Had he read Wooster’s work, Seal could have compared the Newman’s Own situation with, for example, the arrangements that fast-food executive Dave Thomas made for his Dave Thomas Foundation for Adoption. Other examples from Wooster could include the careful steps heiress Margaret Cargill completed before her death to guide the giving of her multi-billion-dollar Margaret A. Cargill Philanthropies (profiled in Foundation Watch, August 2015).

Given the dramatically different views from the foundation’s professional staff and some of the family members, whether Paul Newman’s donor intent is being respected is a matter still open to speculation. Absent any new information, one way to assess a shift would be to review the foundation’s granting patterns both before and after Newman’s demise. Has there been a great change in giving in the post-Newman era? Are the size of contributions, and the types of groups receiving funding still recognizable from one era to the next? Has the foundation moved from a focus on operationally-oriented grants to small charitable organizations (its long-standing pattern) to making grants to policy-oriented groups located in Washington, D.C.? Based on a review of available IRS disclosures, no such massive shift in giving has occurred. So, absent any new documents that clearly provide guidance, the assertions of the foundation’s leadership and the claims of some Newman heirs remain in conflict.

Conclusion

With luck, in the years ahead, the fraught relationship between the Newman’s Own Foundation and members of the Newman family can be healed.
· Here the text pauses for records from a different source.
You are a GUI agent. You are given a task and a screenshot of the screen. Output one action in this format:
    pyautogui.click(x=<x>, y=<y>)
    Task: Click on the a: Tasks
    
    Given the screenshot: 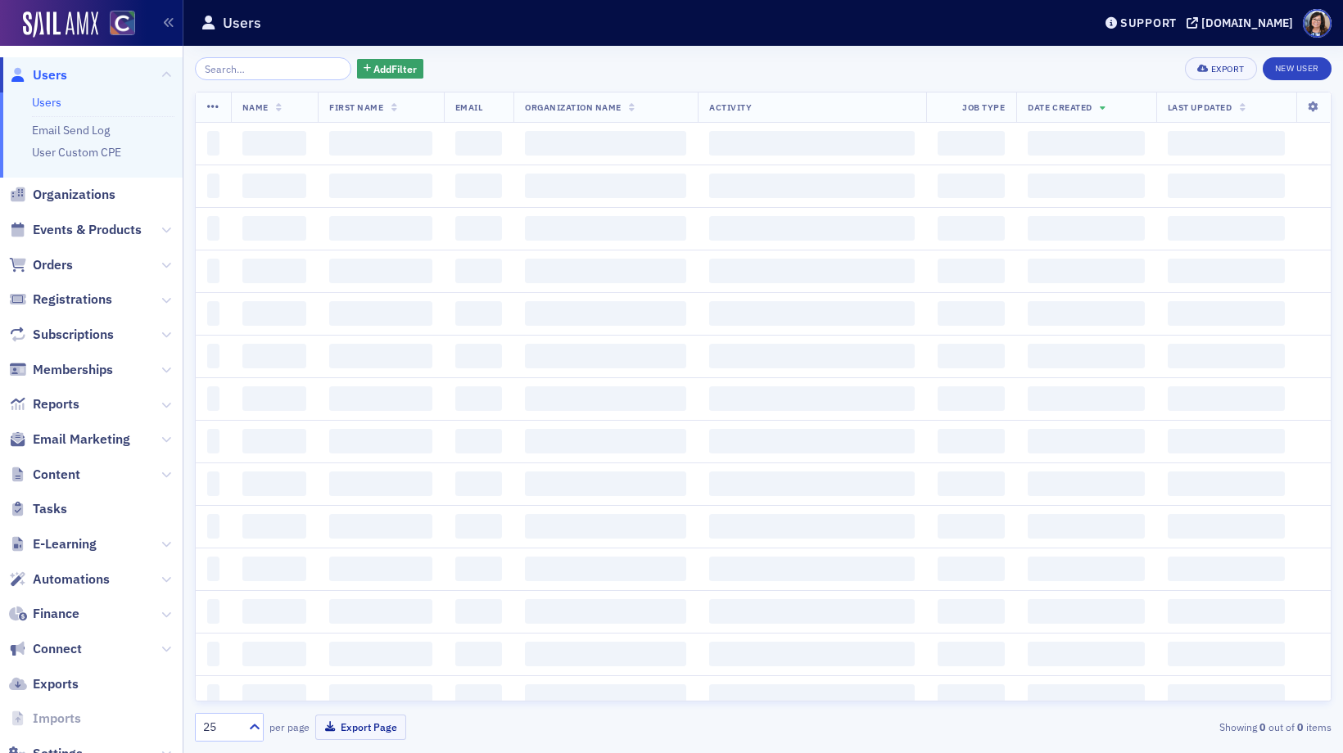 What is the action you would take?
    pyautogui.click(x=38, y=509)
    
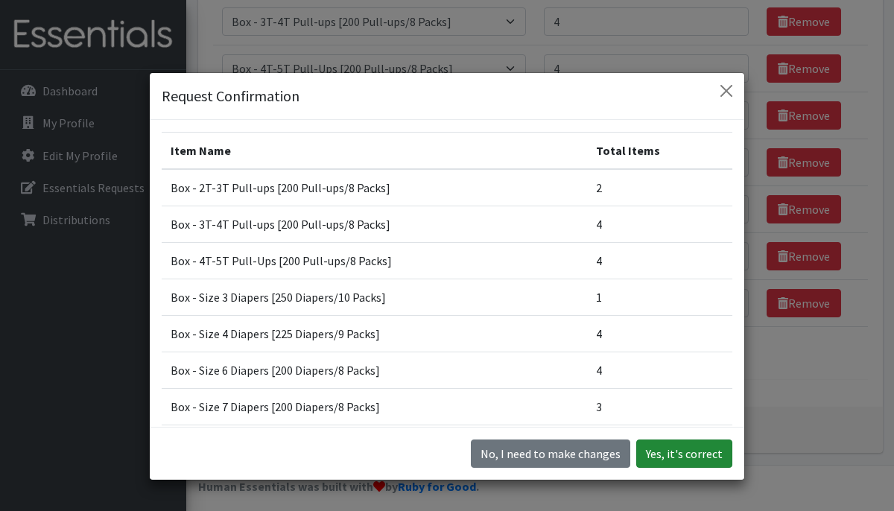 This screenshot has width=894, height=511. I want to click on button: No I need to make changes, so click(550, 454).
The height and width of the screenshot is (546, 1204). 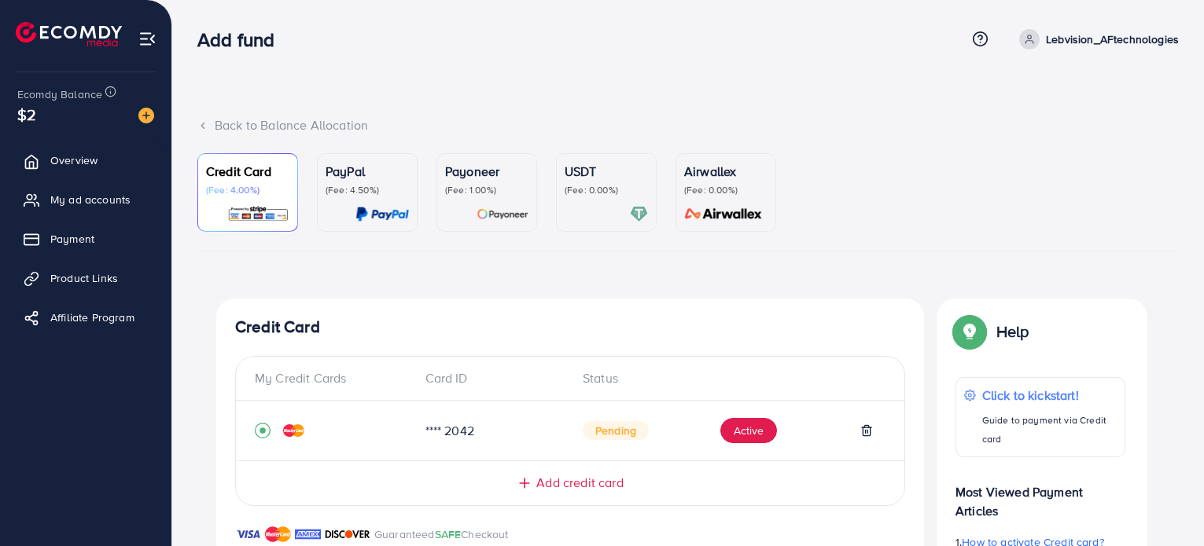 I want to click on span: My ad accounts, so click(x=90, y=200).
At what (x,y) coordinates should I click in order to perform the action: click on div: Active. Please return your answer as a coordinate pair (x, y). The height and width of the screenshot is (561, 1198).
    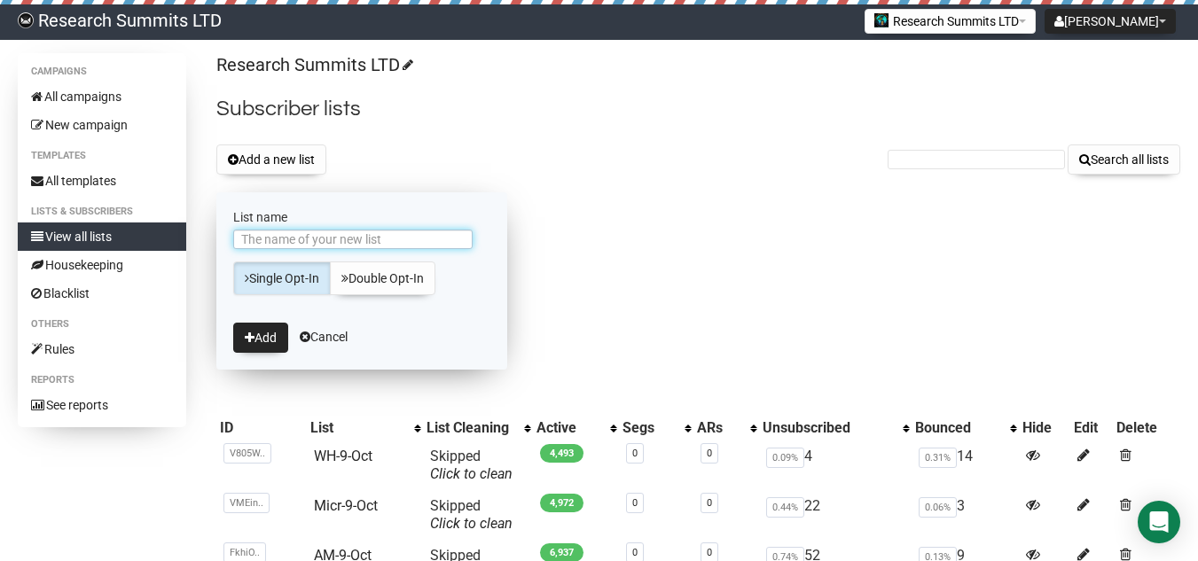
    Looking at the image, I should click on (569, 428).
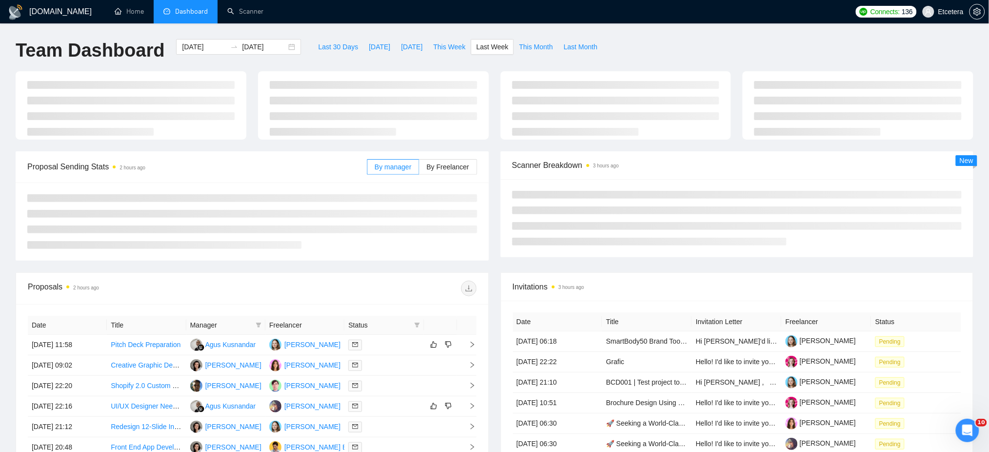  Describe the element at coordinates (196, 386) in the screenshot. I see `img: AP` at that location.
But one thing is certain: The Newman’s Own controversy has shined a spotlight on the often overlooked concept of donor intent—and in so doing has caught the attention of other philanthropists who may be considering donating their personal fortunes to foundations that will outlive them.

Read the first installment of “Wrong Dressing, Right Salad” here.

Neil Maghami

Neil is a freelance writer and regular contributor to CRC publications.